Objectives:  To address an important part of this developmental question, we made multivariate pattern classifications of fcMRI data acquired in on-going, multi-site, longitudinal studies of brain and behavioral development in infants at low and high genetic risk for autism spectrum disorder (ASD).

Methods:  The sample included six and 12-month low- (control) and high-risk (older sibling with ASD) infants not meeting clinical best estimate criteria for ASD at 24 months. fcMRI data were processed according to recent analytic and motion cleaning recommendations (Power et al., 2013) with infant-specific adaptations to initial registration and nuisance regression steps. fcMRI matrices were constructed using 230 (from 264 in Power et al., 2011 plus 16 additionally derived from Philip et al., 2012) functionally-defined seed regions which trained image analysts agreed were appropriately positioned in grey matter at both ages.

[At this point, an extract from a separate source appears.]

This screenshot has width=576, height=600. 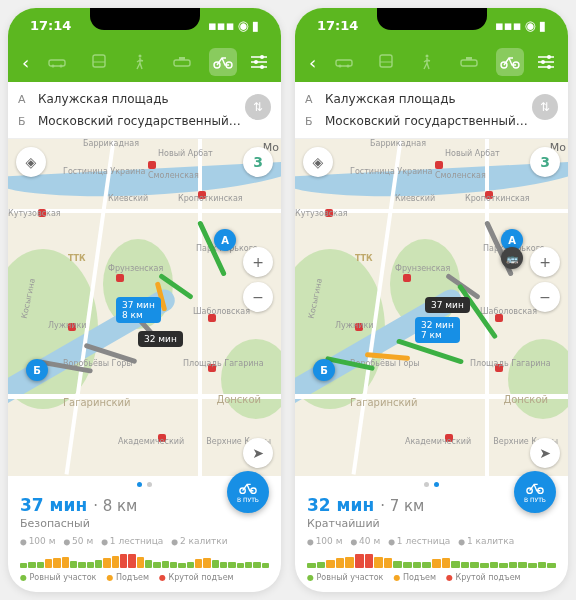 What do you see at coordinates (225, 240) in the screenshot?
I see `marker-a: А` at bounding box center [225, 240].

Support vector machine (SVM) methods involved recent adaptations of those used by some of the authors (Dosenbach et al., 2010). 64 datasets from each risk group were pseudo-randomly selected from a total of 164 to allow for balanced, two-group classifications. SVM steps included t test filtering to 200 features, linear kernel, soft margin separation, and leave-one-out-cross-validation (within group). Data from low-risk subjects were then classified with the high-risk-trained SVMs and vice-versa. Control tests accounted for mixed cross-sectional and longitudinal data groupings. Results from data pre-processed using age-specific atlases were compared against results from the same data pre-processed using a cross-age target atlas intermediary. Sensitivities and specificities were measured, and significance was assessed in reference to binomial probabilities. The classification vector from a 128 dataset run allowed visualization of contributing functional connections and seeds.

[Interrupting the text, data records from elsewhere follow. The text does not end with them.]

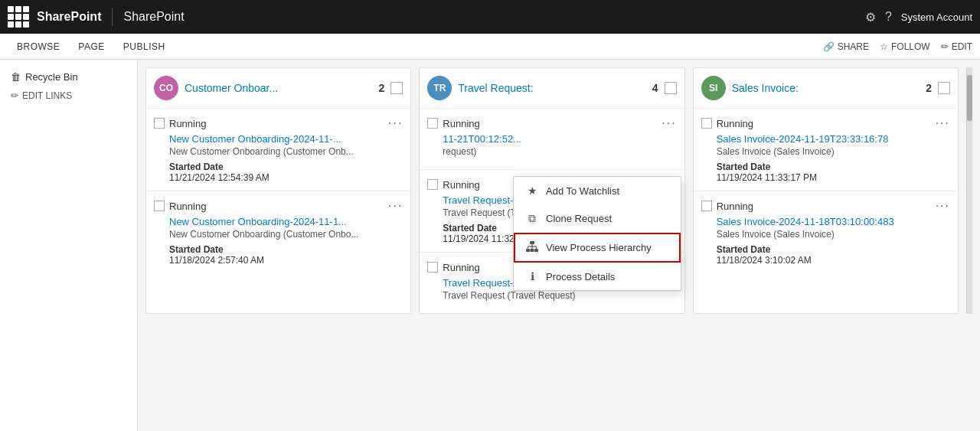 This screenshot has height=431, width=980. I want to click on co-count: 2, so click(382, 88).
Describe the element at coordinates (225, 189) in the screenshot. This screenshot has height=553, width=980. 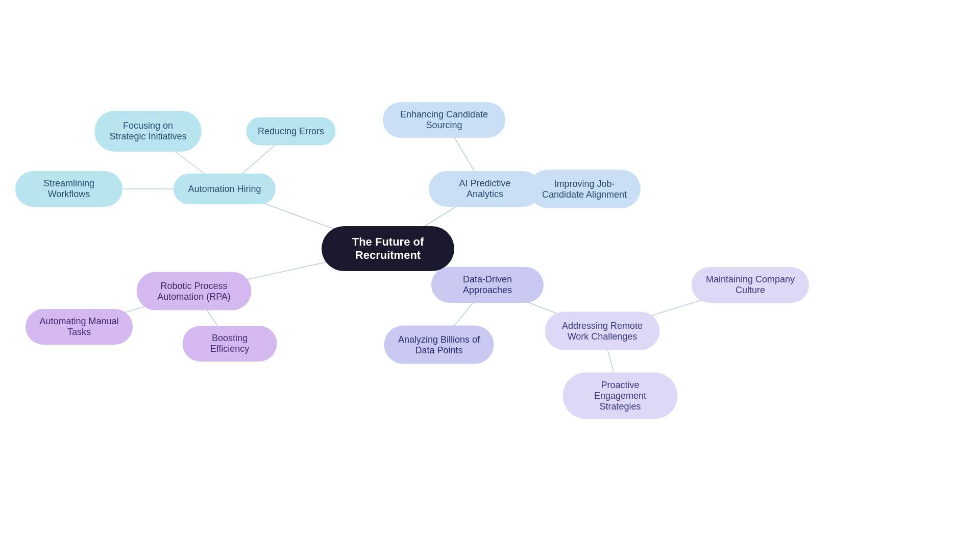
I see `node-automation_hiring: Automation Hiring` at that location.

Results:  SVMs classified six versus 12 month-old infants based on fcMRI data, alone: high-risk – accuracy = 75%, sensitivity = 81.3%, specificity = 68.8%, p = 1.22e-05; low-risk – accuracy = 81.3%, sensitivity = 78.1%, specificity = 84.4%, p = 5.03e-08. SVMs could not classify genetic risk for ASD at either age – all p > 0.05. The classification vector illustrates contributions from functional connections between regions which in adultswould populate default mode, somatosensory-motor, cingulo-opercular, and visual networks. Though not exclusive, weights show a pattern whereby stronger functional connections for longer-distance, anterior-posterior functional connections contribute more to classification of 12 months, and those for posterior, left-right functional connections contribute more to classification of six months.

Conclusions: Results support the developmental hypothesis of significant change in functional brain organization with age, here, during a six month period in the first year of life. Findings encourage other basic developmental examinations and pursuit of questions about functional brain network differences associated with ASD.